Ah, the 70s, when horror movies actually were creepy
20 January 2006 | by (Irvine, California) – See all my reviews

I ran across this several years ago while channel surfing on a Sunday afternoon. Though it was obviously a cheesy TV movie from the 70s, the direction and score were well done enough that it grabbed my attention, and indeed I was hooked and had to watch it through to the end. I recently got the opportunity to buy a foreign DVD of this film (oops, didn't notice a domestic one had finally come out a couple months prior), and was very pleased to be able to watch it again (and in its entirety).

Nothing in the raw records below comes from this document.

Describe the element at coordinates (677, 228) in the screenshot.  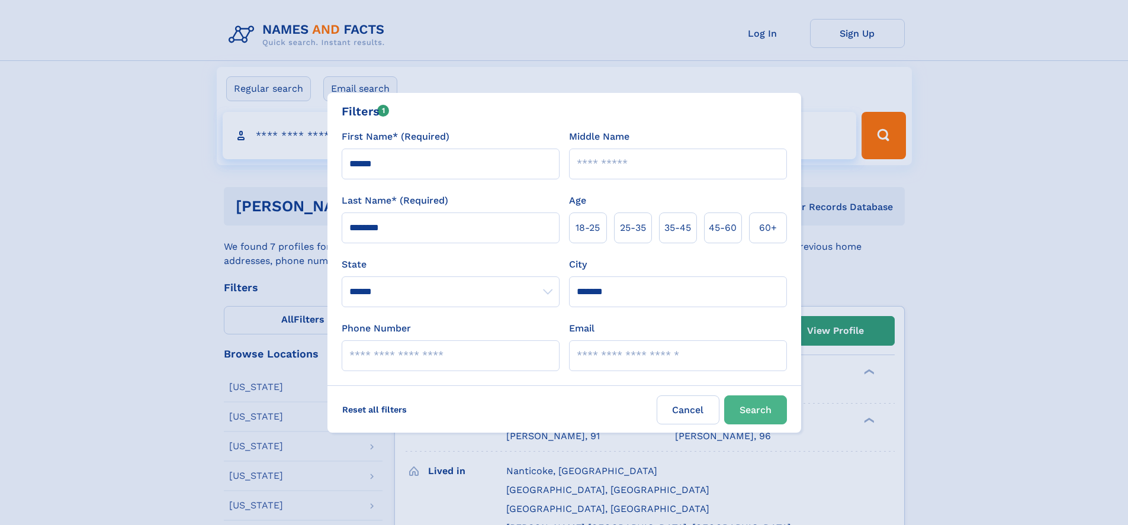
I see `span: 35‑45` at that location.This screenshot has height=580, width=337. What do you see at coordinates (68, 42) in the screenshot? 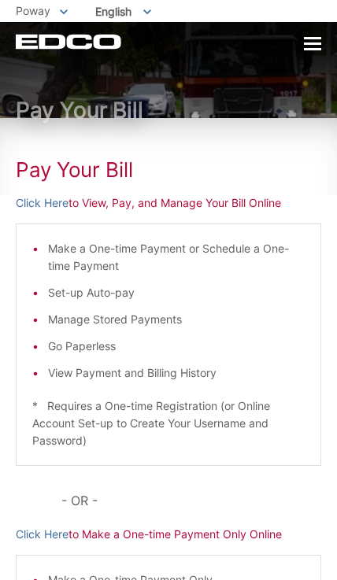
I see `a: EDCD logo. Return to the homepage.` at bounding box center [68, 42].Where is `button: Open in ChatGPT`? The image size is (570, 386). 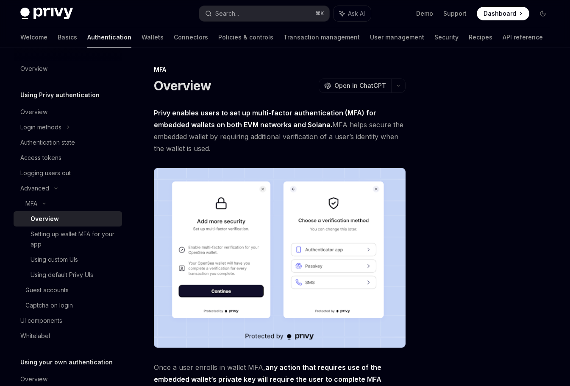
button: Open in ChatGPT is located at coordinates (355, 86).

I don't wholly understand the phenomenon, but somehow the 70s seem to have a lock on horror movies that are actually scary. The decades prior to the 70s produced some beautifully shot films and the bulk of our enduring horror icons, but are they actually scary? No, not very. Likewise in the years since the 70s we've gotten horror movies that are cooler, more exciting, have much better production values and sophisticated special effects, are more fun, funnier, have effective "jump" moments, and some very creative uses of gore, but again... they aren't really scary! There's just something about the atmosphere of the 70s horror films. The grainy film quality. The spookily dark scenes unilluminated by vast high-tech lighting rigs. The "edge of dreamland" muted quality of the dialogue and the weird and stridently EQ'd scores. The odd sense of unease and ugliness permeating everything. Everything that works to undermine most movies of the 70s, in the case of horror, works in its favor.

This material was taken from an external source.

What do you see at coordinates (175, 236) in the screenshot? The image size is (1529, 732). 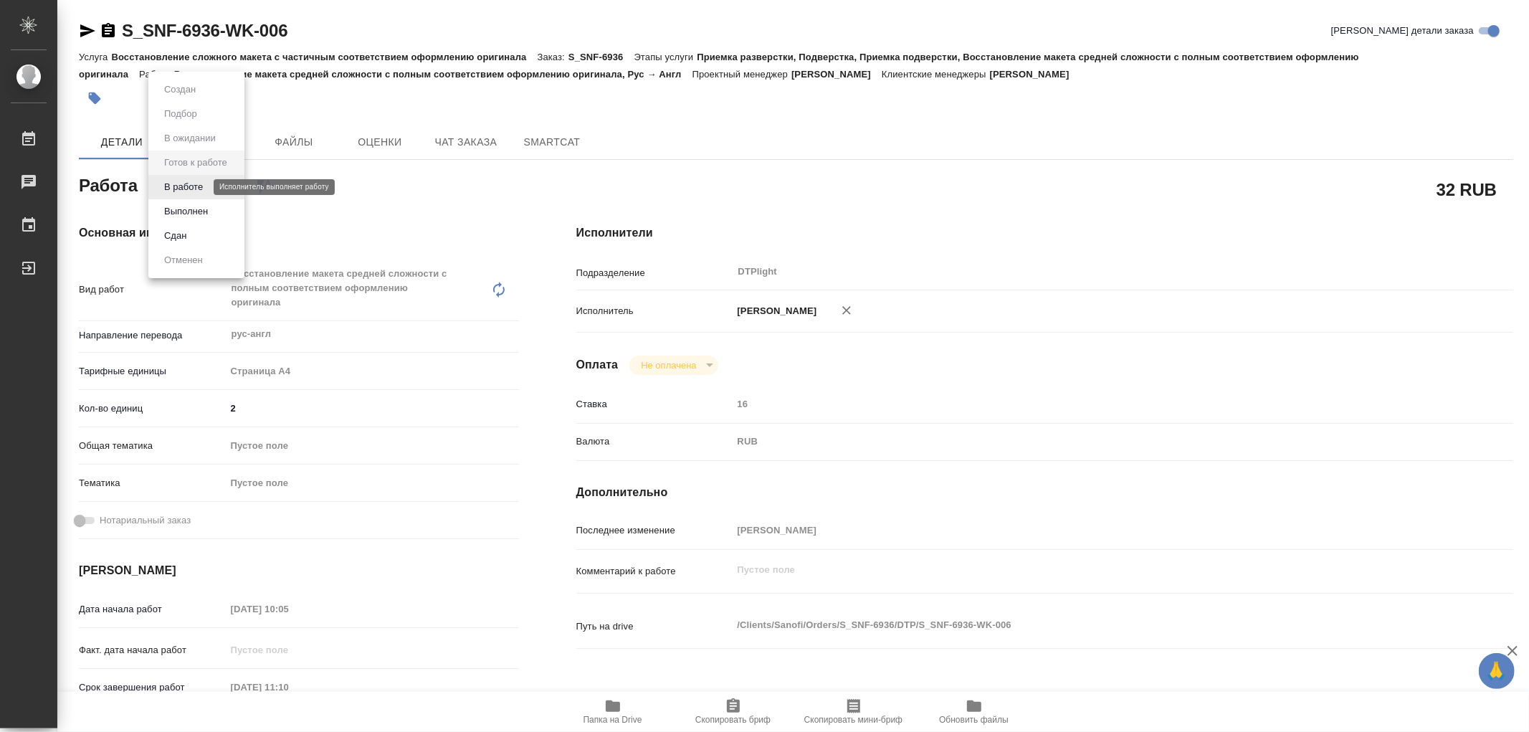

Specifically, in this film, the quiet, intense shots of the devil dog staring people down is fairly unnerving. So much more effective than if they had gone the more obvious route of having the dog be growling, slavering, and overtly hostile ("Cujo"?). The filmmakers wisely save that for when the dog appears in its full-on supernatural form. The effects when that occurs, while unsophisticated by today's standards, literally gave me chills. The bizarre, vaguely-defined, "I'm not quite sure what I'm looking at" look intuitively strikes me as more like how a real supernatural vision would be, rather than the hyper-real, crystal clear optical printer / digital compositor confections of latter-day horror films.

While the human characters in this film are not as satisfyingly rendered as their nemesis or the world they inhabit, the actors all do a decent job. The pairing of the brother and sister from the "Witch Mountain" movies as, yes, brother and sister, is a rather cheesy bit of stunt casting, but they do fine. Yvette Mimieux always manages to be entertaining if unspectacular. Richard Crenna earns more and more empathy from the audience as the film progresses. His self-doubt as he wonders whether his family's alienness is truly due to a supernatural plot or whether he's merely succumbing to paranoid schizophrenia is pretty well handled, though his thought that getting a routine physical may provide an explanation for what he's been experiencing is absurd in its naïveté.

The movie's The-End-Question-Mark type ending is one of the only ones I've seen that doesn't feel like a cheap gimmick, and actually made me think about the choices these characters would be faced with next and what they'd be likely to do and how they'd feel about it.

Detractors of this film may say it's merely a feature-length vehicle for some neato glowing retina shots, but hey, you could say the same thing about "Blade Runner". :-)


13 of 17 people found this review helpful.  Was this review helpful to you?